NK threat ‘manageable’: Trump’s chief of staff
Kelly says he’s not quitting
— White House Chief of Staff John Kelly said Thursday the North Korean nuclear and missile threat is “manageable” for now but the isolated nation can’t be allowed to develop the ability to strike the U.S. homeland.
Although President Donald Trump recently declared his top diplomat was “wasting his time” trying to negotiate with the North, Kelly said he hopes diplomacy works before the nation can develop its weapons capabilities further.
Kelly comments at a White House news conference were milder than Trump’s recent pronouncements. Over the past three weeks the president has exchanged threats and personal insults with North Korean leader Kim Jong-un, escalating tensions.
Kelly said that Americans should be concerned about North Korea. He said the North has developed a “pretty good” intercontinental ballistic missile capability and is developing a nuclear re-entry vehicle, which is needed for a missile to survive re-entry into the Earth’s atmosphere. Then he spelled out a bottom line.
“I think I speak for the administration, that that state can simply not have the ability to reach the homeland,” Kelly said.
He said there’s already “great concern” about Americans who live in Guam. North Korea in August threatened to fire a salvo of intermediate range missiles toward the U.S. Pacific island territory, a major military hub and home to U.S. bombers that periodically fly missions over the divided Korean Peninsula.
“Right now we think the threat is manageable,” he said, but added the situation would become more problematic over time if North Korea’s capability “grows beyond where it is today.”
“Let’s hope that diplomacy works,” he said.
He also declared he’s staying in his post — and to insist that the president’s volatile Twitter feed wasn’t making his job harder.
“Unless things change, I’m not quitting, I’m not getting fired and I don’t think I’ll fire anyone tomorrow,” chief of staff John Kelly told reporters during a surprise showing at the daily White House briefing. “I don’t think I’m being fired today, and I’m not so frustrated in this job that I’m thinking of leaving.”

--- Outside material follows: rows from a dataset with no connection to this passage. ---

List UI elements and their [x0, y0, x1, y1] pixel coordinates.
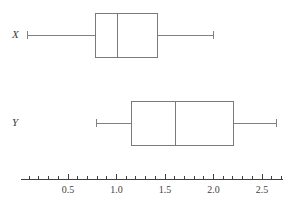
- x-axis-tick-label: 2.0: [207, 185, 220, 195]
- x-axis-tick-label: 2.5: [256, 185, 269, 195]
- series-label-y: Y: [12, 117, 18, 128]
- boxplot-canvas: [0, 0, 296, 208]
- plot-area: XY 0.51.01.52.02.5: [0, 0, 296, 208]
- box-iqr: [95, 13, 157, 57]
- x-axis-tick-label: 1.0: [110, 185, 123, 195]
- x-axis-group: [21, 174, 283, 180]
- boxplot-y: [96, 101, 276, 145]
- box-iqr: [131, 101, 234, 145]
- x-axis-tick-label: 1.5: [159, 185, 172, 195]
- boxplot-figure: XY 0.51.01.52.02.5: [0, 0, 296, 208]
- boxplot-x: [27, 13, 213, 57]
- series-label-x: X: [12, 29, 19, 40]
- boxplot-series-group: [27, 13, 276, 145]
- x-axis-tick-label: 0.5: [62, 185, 75, 195]
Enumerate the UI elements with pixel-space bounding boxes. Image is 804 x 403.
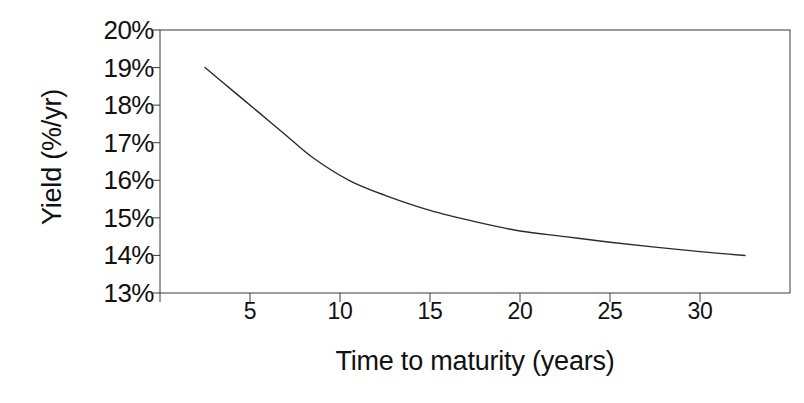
x-tick-label: 20 [490,300,550,323]
plot-frame [160,30,790,293]
x-tick-label: 10 [310,300,370,323]
plot-area [0,0,804,403]
data-series-group [205,68,745,256]
x-axis-title: Time to maturity (years) [160,345,790,377]
x-tick-label: 30 [670,300,730,323]
x-tick-label: 15 [400,300,460,323]
data-line [205,68,745,256]
chart-figure: Yield (%/yr) 13%14%15%16%17%18%19%20% 51… [0,0,804,403]
plot-frame-rect [160,30,790,293]
y-axis-ticks [151,30,160,293]
x-tick-label: 25 [580,300,640,323]
x-tick-label: 5 [220,300,280,323]
x-axis-tick-labels: 51015202530 [0,300,804,340]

The extraordinary statement drew a bit of laughter, but it reflected ongoing turmoil in the top ranks of a White House riven by staff changes, internal feuds and reports that Kelly is growing increasingly frustrated in his position.
Trump, in turn, has at times chafed at Kelly’s efforts to reign in the freewheeling, open-door style that marked his business career and early months in the White House.